We need to see the Canadian Criminal Code's offences relating to the fetus and newborn child in context and historically. First enacted in 1892, reflecting over eight centuries of the development of the "common law of crime" in England, these offences established a sequential series of protections.

Unlawful abortion was prohibited. The courts interpreted that to mean some abortions could be lawful and held that an abortion required to save the life of the mother was lawful. An extended version of this justification was expressly added to the Code in 1969. It provided abortion was not a crime when continuation of the pregnancy would, or would be likely to endanger the woman's life or health; was approved by a therapeutic abortion committee; and carried out in an approved or accredited hospital.

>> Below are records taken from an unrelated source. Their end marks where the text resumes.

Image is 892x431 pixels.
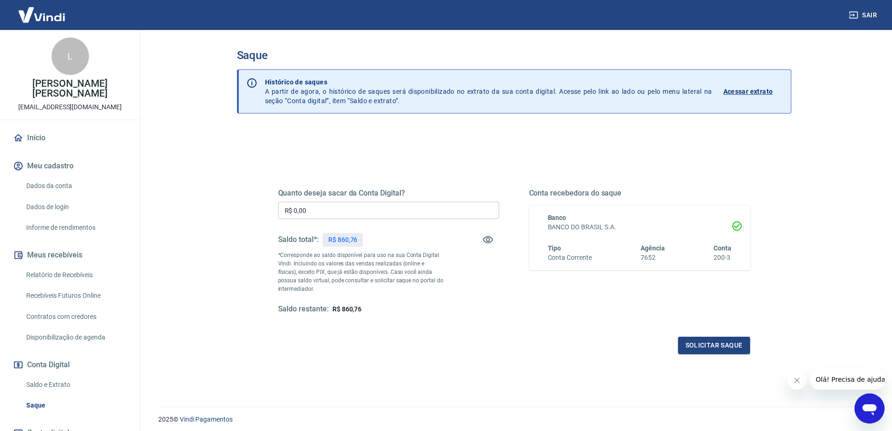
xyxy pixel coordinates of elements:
a: Dados de login [22,197,129,216]
img: Vindi [11,0,72,29]
a: Saque [22,395,129,415]
div: L [52,37,89,75]
a: Início [11,127,129,148]
p: A partir de agora, o histórico de saques será disponibilizado no extrato da sua conta digital. Ac... [265,77,713,105]
span: Olá! Precisa de ajuda? [6,7,79,14]
h6: 200-3 [714,253,732,262]
h5: Quanto deseja sacar da Conta Digital? [278,188,499,198]
a: Vindi Pagamentos [180,415,233,423]
a: Relatório de Recebíveis [22,265,129,284]
h6: 7652 [641,253,665,262]
h5: Saldo total*: [278,235,319,244]
span: Agência [641,244,665,252]
iframe: Mensagem da empresa [810,369,885,389]
a: Informe de rendimentos [22,218,129,237]
span: Banco [548,214,567,221]
iframe: Botão para abrir a janela de mensagens [855,393,885,423]
p: *Corresponde ao saldo disponível para uso na sua Conta Digital Vindi. Incluindo os valores das ve... [278,251,444,293]
h5: Conta recebedora do saque [529,188,751,198]
button: Sair [847,7,881,24]
a: Dados da conta [22,176,129,195]
a: Acessar extrato [724,77,784,105]
h5: Saldo restante: [278,304,329,314]
h6: BANCO DO BRASIL S.A. [548,222,732,232]
p: 2025 © [158,414,870,424]
p: [EMAIL_ADDRESS][DOMAIN_NAME] [18,102,122,112]
span: R$ 860,76 [333,305,362,312]
a: Contratos com credores [22,307,129,326]
button: Meus recebíveis [11,245,129,265]
p: R$ 860,76 [328,235,358,245]
button: Solicitar saque [678,336,751,354]
h3: Saque [237,49,792,62]
p: [PERSON_NAME] [PERSON_NAME] [7,79,133,98]
a: Disponibilização de agenda [22,327,129,347]
iframe: Fechar mensagem [788,371,807,389]
a: Saldo e Extrato [22,375,129,394]
p: Acessar extrato [724,87,773,96]
button: Meu cadastro [11,156,129,176]
p: Histórico de saques [265,77,713,87]
span: Tipo [548,244,562,252]
button: Conta Digital [11,354,129,375]
a: Recebíveis Futuros Online [22,286,129,305]
h6: Conta Corrente [548,253,592,262]
span: Conta [714,244,732,252]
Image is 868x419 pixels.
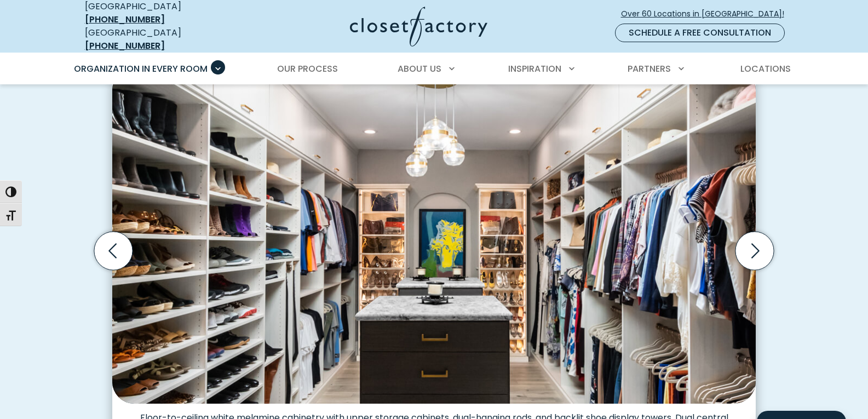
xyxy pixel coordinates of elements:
[74,62,208,75] span: Organization in Every Room
[508,62,561,75] span: Inspiration
[350,7,487,47] img: Closet Factory Logo
[90,227,137,275] button: Previous slide
[66,54,802,84] nav: Primary Menu
[731,227,778,275] button: Next slide
[740,62,791,75] span: Locations
[615,23,785,42] a: Schedule a Free Consultation
[85,39,165,52] a: [PHONE_NUMBER]
[628,62,671,75] span: Partners
[620,4,794,23] a: Over 60 Locations in [GEOGRAPHIC_DATA]!
[112,68,756,403] img: Walk-in with dual islands, extensive hanging and shoe space, and accent-lit shelves highlighting ...
[85,13,165,26] a: [PHONE_NUMBER]
[85,26,244,53] div: [GEOGRAPHIC_DATA]
[621,8,793,19] span: Over 60 Locations in [GEOGRAPHIC_DATA]!
[398,62,441,75] span: About Us
[277,62,338,75] span: Our Process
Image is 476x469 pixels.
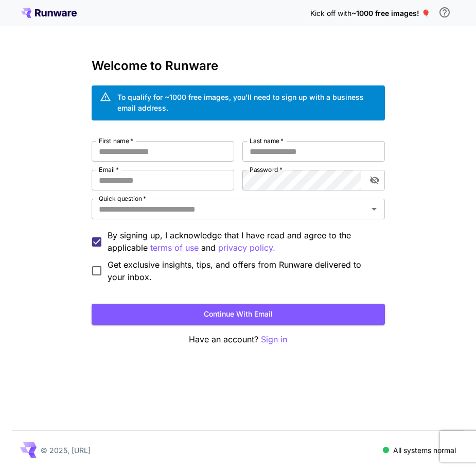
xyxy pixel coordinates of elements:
[40,445,91,455] p: © 2025, [URL]
[99,194,146,203] label: Quick question
[150,241,199,254] p: terms of use
[366,171,384,190] button: toggle password visibility
[434,2,455,23] button: In order to qualify for free credit, you need to sign up with a business email address and click ...
[367,202,382,216] button: Open
[218,241,275,254] p: privacy policy.
[250,165,283,174] label: Password
[99,165,119,174] label: Email
[250,136,283,145] label: Last name
[310,8,351,18] span: Kick off with
[91,333,385,346] p: Have an account?
[91,304,385,324] button: Continue with email
[261,333,287,346] button: Sign in
[107,258,377,283] span: Get exclusive insights, tips, and offers from Runware delivered to your inbox.
[393,445,456,455] p: All systems normal
[99,136,133,145] label: First name
[218,241,275,254] button: By signing up, I acknowledge that I have read and agree to the applicable terms of use and
[91,59,385,73] h3: Welcome to Runware
[351,8,430,18] span: ~1000 free images! 🎈
[107,229,377,254] p: By signing up, I acknowledge that I have read and agree to the applicable and
[150,241,199,254] button: By signing up, I acknowledge that I have read and agree to the applicable and privacy policy.
[117,91,377,113] div: To qualify for ~1000 free images, you’ll need to sign up with a business email address.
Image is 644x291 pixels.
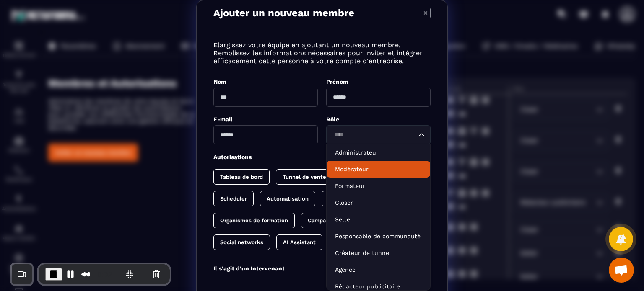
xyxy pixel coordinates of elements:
p: Tableau de bord [220,174,263,180]
label: E-mail [214,116,233,123]
p: Modérateur [335,165,422,173]
p: Il s’agit d’un Intervenant [214,265,285,272]
p: Organismes de formation [220,218,288,224]
div: Ouvrir le chat [609,258,634,283]
p: Campagne e-mailing [308,218,363,224]
p: Rédacteur publicitaire [335,282,422,291]
input: Search for option [332,130,417,140]
label: Rôle [326,116,339,123]
div: Search for option [326,125,431,145]
p: Formateur [335,182,422,190]
p: Closer [335,199,422,207]
p: Élargissez votre équipe en ajoutant un nouveau membre. Remplissez les informations nécessaires po... [214,41,431,65]
p: Créateur de tunnel [335,249,422,257]
p: Automatisation [267,196,309,202]
p: Responsable de communauté [335,232,422,241]
p: Ajouter un nouveau membre [214,7,354,19]
p: Administrateur [335,148,422,157]
label: Nom [214,79,226,85]
label: Autorisations [214,154,252,161]
p: Social networks [220,239,264,246]
label: Prénom [326,79,348,85]
p: Tunnel de vente [283,174,326,180]
p: Agence [335,266,422,274]
p: Setter [335,215,422,224]
p: AI Assistant [283,239,316,246]
p: Scheduler [220,196,247,202]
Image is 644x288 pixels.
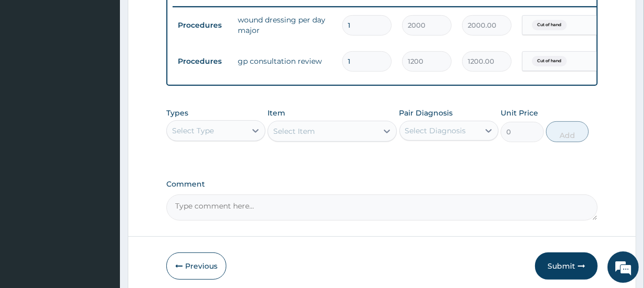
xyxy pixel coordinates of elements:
[233,9,337,41] td: wound dressing per day major
[60,80,144,186] span: We're online!
[501,108,538,118] label: Unit Price
[173,16,233,35] td: Procedures
[546,121,589,143] button: Add
[268,108,286,118] label: Item
[173,52,233,71] td: Procedures
[167,179,598,189] label: Comment
[167,252,226,280] button: Previous
[19,52,42,78] img: d_794563401_company_1708531726252_794563401
[532,20,568,30] span: Cut of hand
[532,56,568,66] span: Cut of hand
[172,6,196,30] div: Minimize live chat window
[6,183,199,220] textarea: Type your message and hit 'Enter'
[405,126,467,136] div: Select Diagnosis
[173,126,214,136] div: Select Type
[536,252,598,280] button: Submit
[167,109,189,118] label: Types
[400,108,454,118] label: Pair Diagnosis
[233,51,337,72] td: gp consultation review
[55,59,175,72] div: Chat with us now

In the Morgentaler case, in 1988, a majority of the Supreme Court held this requirement was unconstitutional because it contravened a woman's Charter right to "security of the person," as she could need an abortion to save her life or health and not have access to a legal abortion. The court did not rule, as pro-choice advocates often claim and others erroneously believe, "that banning abortion was unconstitutional." Rather, all judges agreed abortion could be legally regulated provided constitutional requirements were respected.

Other protections include section 242, which proscribes the failure to obtain assistance in childbirth, resulting in permanent injury or death of the child immediately before, during, or a short time after birth. Section 238 prohibits "killing an unborn child in the act of birth." Once the child has exited its mother's body in a living state, it's protected by the same laws prohibiting culpable homicide as protect everyone else, but the crime of infanticide applies to a mother who kills "her newly born child." As explained, disposing of a child's body in order to conceal its birth is an offence. This allows for verification that the child was not intentionally killed, whether before, during or after birth.

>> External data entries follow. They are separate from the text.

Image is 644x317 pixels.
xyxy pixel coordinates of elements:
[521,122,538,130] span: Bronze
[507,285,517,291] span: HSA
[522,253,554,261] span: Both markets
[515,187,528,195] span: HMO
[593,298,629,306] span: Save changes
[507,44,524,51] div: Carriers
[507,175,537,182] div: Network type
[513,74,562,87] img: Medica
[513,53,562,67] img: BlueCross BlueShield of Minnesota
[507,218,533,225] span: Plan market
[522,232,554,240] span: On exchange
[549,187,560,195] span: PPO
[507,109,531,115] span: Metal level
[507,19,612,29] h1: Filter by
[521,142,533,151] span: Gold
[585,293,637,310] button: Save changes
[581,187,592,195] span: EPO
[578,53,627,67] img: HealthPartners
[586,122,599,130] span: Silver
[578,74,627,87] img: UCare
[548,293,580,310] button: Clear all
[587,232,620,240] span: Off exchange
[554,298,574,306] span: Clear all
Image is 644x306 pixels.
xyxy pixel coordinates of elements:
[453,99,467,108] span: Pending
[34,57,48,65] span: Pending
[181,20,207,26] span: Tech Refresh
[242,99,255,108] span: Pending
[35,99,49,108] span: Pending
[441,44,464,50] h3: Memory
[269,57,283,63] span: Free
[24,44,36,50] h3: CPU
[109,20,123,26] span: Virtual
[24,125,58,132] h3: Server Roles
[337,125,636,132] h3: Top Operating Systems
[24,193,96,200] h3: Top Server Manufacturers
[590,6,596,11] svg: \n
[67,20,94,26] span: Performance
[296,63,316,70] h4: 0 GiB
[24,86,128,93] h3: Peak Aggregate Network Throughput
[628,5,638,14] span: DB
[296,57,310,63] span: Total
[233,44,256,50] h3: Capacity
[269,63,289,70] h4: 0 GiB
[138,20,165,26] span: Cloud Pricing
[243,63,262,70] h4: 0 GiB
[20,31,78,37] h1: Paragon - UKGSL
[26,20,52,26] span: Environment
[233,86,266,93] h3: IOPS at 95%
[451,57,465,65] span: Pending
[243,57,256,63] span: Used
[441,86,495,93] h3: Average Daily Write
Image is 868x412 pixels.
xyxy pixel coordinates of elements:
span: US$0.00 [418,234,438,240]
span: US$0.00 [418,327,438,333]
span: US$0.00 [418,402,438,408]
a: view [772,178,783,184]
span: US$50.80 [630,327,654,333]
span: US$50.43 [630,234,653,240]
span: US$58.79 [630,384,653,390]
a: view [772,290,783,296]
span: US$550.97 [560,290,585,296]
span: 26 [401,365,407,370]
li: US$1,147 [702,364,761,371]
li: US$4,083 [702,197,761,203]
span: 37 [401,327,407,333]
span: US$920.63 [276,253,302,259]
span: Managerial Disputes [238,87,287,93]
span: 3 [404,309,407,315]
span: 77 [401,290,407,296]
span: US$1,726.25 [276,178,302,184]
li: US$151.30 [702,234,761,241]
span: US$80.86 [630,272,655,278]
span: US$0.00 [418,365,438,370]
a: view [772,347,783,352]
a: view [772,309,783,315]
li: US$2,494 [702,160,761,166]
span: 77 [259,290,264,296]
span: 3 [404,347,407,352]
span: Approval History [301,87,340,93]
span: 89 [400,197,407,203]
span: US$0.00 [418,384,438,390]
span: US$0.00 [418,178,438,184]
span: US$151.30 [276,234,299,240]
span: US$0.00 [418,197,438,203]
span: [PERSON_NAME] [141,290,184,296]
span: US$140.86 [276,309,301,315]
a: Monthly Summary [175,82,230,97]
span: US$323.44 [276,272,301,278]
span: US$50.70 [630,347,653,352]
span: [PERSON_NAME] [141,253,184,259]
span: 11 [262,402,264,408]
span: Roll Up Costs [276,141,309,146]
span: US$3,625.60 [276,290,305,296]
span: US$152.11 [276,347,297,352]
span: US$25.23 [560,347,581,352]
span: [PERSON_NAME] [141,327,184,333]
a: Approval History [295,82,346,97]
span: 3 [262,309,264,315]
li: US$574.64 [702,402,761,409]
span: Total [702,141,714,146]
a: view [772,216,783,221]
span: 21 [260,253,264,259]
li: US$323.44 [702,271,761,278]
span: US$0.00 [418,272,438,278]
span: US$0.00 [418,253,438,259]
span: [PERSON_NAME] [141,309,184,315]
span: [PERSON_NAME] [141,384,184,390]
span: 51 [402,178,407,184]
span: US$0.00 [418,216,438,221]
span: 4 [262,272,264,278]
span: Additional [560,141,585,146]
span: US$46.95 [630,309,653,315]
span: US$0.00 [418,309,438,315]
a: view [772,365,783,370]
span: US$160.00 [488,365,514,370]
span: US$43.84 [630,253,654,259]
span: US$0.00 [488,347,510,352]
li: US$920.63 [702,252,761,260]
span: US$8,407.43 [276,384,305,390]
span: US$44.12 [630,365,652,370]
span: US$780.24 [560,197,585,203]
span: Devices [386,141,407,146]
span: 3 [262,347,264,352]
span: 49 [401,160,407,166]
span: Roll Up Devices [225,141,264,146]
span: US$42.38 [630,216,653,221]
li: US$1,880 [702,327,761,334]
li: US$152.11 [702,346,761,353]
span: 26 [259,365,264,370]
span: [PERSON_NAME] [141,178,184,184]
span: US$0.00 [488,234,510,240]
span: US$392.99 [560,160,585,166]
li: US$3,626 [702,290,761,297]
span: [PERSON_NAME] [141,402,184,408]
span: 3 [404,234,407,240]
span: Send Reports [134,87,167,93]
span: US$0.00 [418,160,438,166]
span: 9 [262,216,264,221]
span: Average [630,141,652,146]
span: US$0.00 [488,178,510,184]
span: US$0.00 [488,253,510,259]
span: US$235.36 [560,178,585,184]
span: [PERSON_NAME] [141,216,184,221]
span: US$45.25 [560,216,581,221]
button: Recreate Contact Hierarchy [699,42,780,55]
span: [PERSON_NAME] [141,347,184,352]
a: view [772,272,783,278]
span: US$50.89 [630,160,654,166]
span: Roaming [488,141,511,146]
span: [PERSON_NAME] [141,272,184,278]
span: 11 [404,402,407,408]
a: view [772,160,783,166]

At the time these laws were put in place there was no perinatal or neonatal medicine, premature babies and even many born at full term died, so there was no possibility, as there is today, of delivering a premature baby in order to protect the woman's life or health (a very rare necessity) - or, even, just because the woman wants to terminate the pregnancy - and having the baby survive. Evacuation of a woman's uterus used to necessarily mean destruction of the unborn child. Today evacuation and destruction can be unlinked, which raises the question of whether abortion allows simply becoming unpregnant or also killing the unborn child, when it is past viability, that is, would have a chance of surviving if not intentionally killed in utero.

The courts are having problems interpreting the shield of criminal law protection now due to the unborn child for three reasons. First, striking down the provision limiting abortion, especially as there is now no law at all to protect the unborn child from abortion, has left a huge hole in the protective shield. Second, this situation is inconsistent with the protective laws that remain intact. And third, modern medicine allows us both to see the unborn child and know how human it is at a very early stage, and to give it a chance of living, if born even as early as 20 weeks gestation.

It is Parliament's responsibility to deal with this issue, as the Supreme Court has made clear on several occasions (for example, in the Morgentaler case) and alludes to in the Levkovic case. Speaking for a unanimous court, Justice Morris Fish writes: "I would in any case hesitate to import into s. 243 a fixed threshold based on gestational age that Parliament has so far chosen to omit."

Parliament must take the lead on deciding at what stage in development (at conception or some time later) the fetus should be protected by law. As recent events in Parliament have manifestly demonstrated, many members, wherever they might stand on the pro-choice pro-life spectrum, lack the courage to do so.